Decision n. 458427, 20 July 2022, Council of State, Commune du Lavandou, France

Article(s) in Directive 2014/24/EU: Art. 56 
Topic: Regularity of the signatory and legality of the tenderer’s application; Binding force of the consultation rules. 
Member State: France 
Court/rev. board: Conseil d’Etat 

1. IMPLEMENTATION / RELEVANT NATIONAL LEGISLATION

Art. 56 of Directive 2014/24/EU was implemented, regarding the regularity of the tender and the reject of an irregular bid, by the Public Procurement and Concession Contracts Code, Art. L. 2152-1 and Art. L. 2152-2. If the decision concerns concessions, the solution can be transposed to public procurement.

 

2. FACTS

In 2013, the city of Lavandou, which holds the concession for the Saint-Clair beach from the State, initiated an award procedure for a sub-concession for the public bathing service. After the contract was awarded, the city informed the applicant that his application was irregular due to missing information on the identity of the applicant. The applicant and his company then brought an action before the Toulon administrative court seeking that the municipality pay damages for the loss of earnings. The request was granted by the court and confirmed on appeal on the grounds that the municipality could not dismiss the application as irregular, since the identity of the applicant was apparent from the letter presenting the application and the amount of the fee was set out in a separate form. The municipality of Lavandou finally appealed to the Conseil d’Etat on the grounds that the Administrative Court of Appeal had erred in law by not investigating whether these requirements were manifestly irrelevant to the examination of the applications.

 

3. JUDGMENT

Administrative case law has long held that the tender documents are binding in all their elements. Consequently, an application or a tender that does not comply with them must be rejected, unless the contracting authority invites regularisation or proceeds ex officio to rectify an obvious error (CE 21 September 2011, Département des Hauts-de-Seine, n° 349149). In the case of concession contracts (but also in the case of negotiated procedures for public contracts), the negotiation phase also allows for regularisations if the initial insufficiency, on the one hand, does not prevent the conformity of the offer with the requirements of the specifications from being assessed and, on the other hand, is not an obstacle to the implementation of the contract, and is not likely to have an influence on the comparison between the bids and the choice of candidates who will be admitted to participate in the negotiation (see, most recently, CE 3 May 2022, Commune de Saint-Cyr-sur-Mer et Sté Le 10 Plage, nos 460089, 460155). In these cases, however, the regularisation is subject to the goodwill of the contracting authority, so that it is not a right and therefore not a real exception to the above-mentioned principle.

Behind the apparent rigour of the principle, case law has admitted numerous exceptions. These may be ‘purely venial defects’, as Mireille Le Corre calls them in her conclusions (failure to sign the CCAP – 8 March 1996, Pelte, n° 133198, provision of a photocopy that was not certified as true – 6 November 1998, APHM, n° 194960, tender not including the price proposal but the latter being known because it was public – 22 December 2008, Ville de Marseille, n° 314244). The expression is not found in case law, which prefers to refer to “requirements that are manifestly devoid of any usefulness for the examination of applications or tenders” or “if the disregard of these requirements results from a purely material error of such a nature that no one could rely on it in good faith in the event that the candidate’s tender is accepted”. One could add, as President Boulouis did in his conclusions on the decision Société Voyages Dupas Lebeda et al (5 January 2011, n° 342158, Rec.), the hypothesis of illegal requirements.

The judgment under review is in fact merely a summary of past case law and an original application of it. In this case, the Administrative Court of Appeal considered that the identity of the tenderer was apparent from the letter of presentation of the offer. This was not the opinion of the Conseil d’Etat and its rapporteur public, who indicated that the public entity could not know whether it was the applicant in his personal name who would be the signatory, or the company he intended to create. It is thus in line with the aforementioned rigour: an application submitted on paper must be rejected when the consultation regulations also required a digital medium (CE 22 May 2019, Société Corsica Ferries, n° 426763), as must the failure to produce the DC 1 form containing the elements relating to the exclusion clauses of public contracts (CE 9 March 2022, Commune de Ramatuelle and Société Tropezina Beach Development, n. os 454341, 454896).

The judgment and the conclusions of the rapporteur public also provide details on the conditions for compensating unsuccessful candidates. The judgment states that a candidate whose application is irregular cannot claim compensation because there is no causal link between his or her loss and the irregularities invoked (related to alleged breaches of impartiality in this case), including for application fees.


> [WORK REQUEST]
With the pictures removed, reproduce exactly the lines from the one that contains "Segment this screenshot: for" through the last line of the entries below.

> [EXERCISE MATERIALS]
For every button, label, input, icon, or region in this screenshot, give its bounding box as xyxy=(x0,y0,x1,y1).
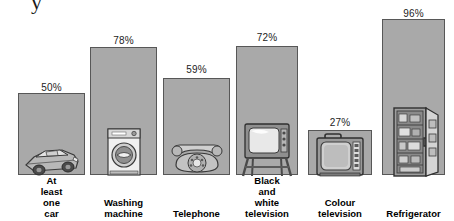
bar-group-refrigerator: 96% xyxy=(382,0,445,221)
category-label: At least one car xyxy=(35,175,69,219)
bar-group-black-and-white-television: 72% Black and whi xyxy=(236,0,298,221)
bar-rect[interactable] xyxy=(236,46,298,175)
bar-rect[interactable] xyxy=(18,93,85,175)
category-label: Washing machine xyxy=(104,197,143,219)
bar-value-label: 59% xyxy=(163,64,230,75)
bar-group-telephone: 59% Telephone xyxy=(163,0,230,221)
bar-value-label: 50% xyxy=(18,82,85,93)
bar-rect[interactable] xyxy=(163,78,230,175)
bar-group-colour-television: 27% Colour television xyxy=(308,0,372,221)
category-label: Colour television xyxy=(318,197,362,219)
bar-rect[interactable] xyxy=(308,130,372,175)
bar-group-at-least-one-car: 50% At least one car xyxy=(18,0,85,221)
bar-rect[interactable] xyxy=(90,47,157,175)
category-label: Black and white television xyxy=(245,175,289,219)
bar-rect[interactable] xyxy=(382,19,445,175)
bar-group-washing-machine: 78% Washing machine xyxy=(90,0,157,221)
bar-chart: y 50% At least one car 78 xyxy=(0,0,454,221)
bar-value-label: 72% xyxy=(236,32,298,43)
bar-value-label: 27% xyxy=(308,117,372,128)
bar-value-label: 78% xyxy=(90,35,157,46)
category-label: Telephone xyxy=(173,208,220,219)
bar-value-label: 96% xyxy=(382,8,445,19)
category-label: Refrigerator xyxy=(386,208,440,219)
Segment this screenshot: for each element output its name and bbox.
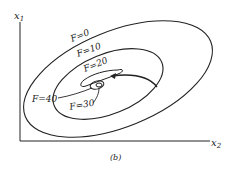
x-axis-label: x2 [211, 137, 222, 150]
label-f10: F=10 [74, 41, 102, 59]
label-f40: F=40 [31, 94, 58, 104]
search-path-arrow [112, 75, 157, 87]
arrow-head-icon [110, 73, 116, 79]
label-f0: F=0 [68, 27, 91, 44]
leader-f40 [58, 88, 92, 98]
figure-caption: (b) [110, 153, 121, 162]
label-f30: F=30 [68, 98, 96, 112]
contour-f40 [96, 83, 102, 87]
contour-diagram: x1 x2 F=0 F=10 F=20 F=30 F=40 (b) [0, 0, 233, 174]
contour-f0 [7, 0, 228, 161]
y-axis-label: x1 [14, 10, 24, 23]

> [EXERCISE RESULT]
Segment this screenshot: for each element output its name and bbox.
x-axis-label: x2 [211, 137, 222, 150]
label-f10: F=10 [74, 41, 102, 59]
label-f40: F=40 [31, 94, 58, 104]
search-path-arrow [112, 75, 157, 87]
arrow-head-icon [110, 73, 116, 79]
label-f0: F=0 [68, 27, 91, 44]
leader-f40 [58, 88, 92, 98]
figure-caption: (b) [110, 153, 121, 162]
label-f30: F=30 [68, 98, 96, 112]
contour-f40 [96, 83, 102, 87]
contour-diagram: x1 x2 F=0 F=10 F=20 F=30 F=40 (b) [0, 0, 233, 174]
contour-f0 [7, 0, 228, 161]
y-axis-label: x1 [14, 10, 24, 23]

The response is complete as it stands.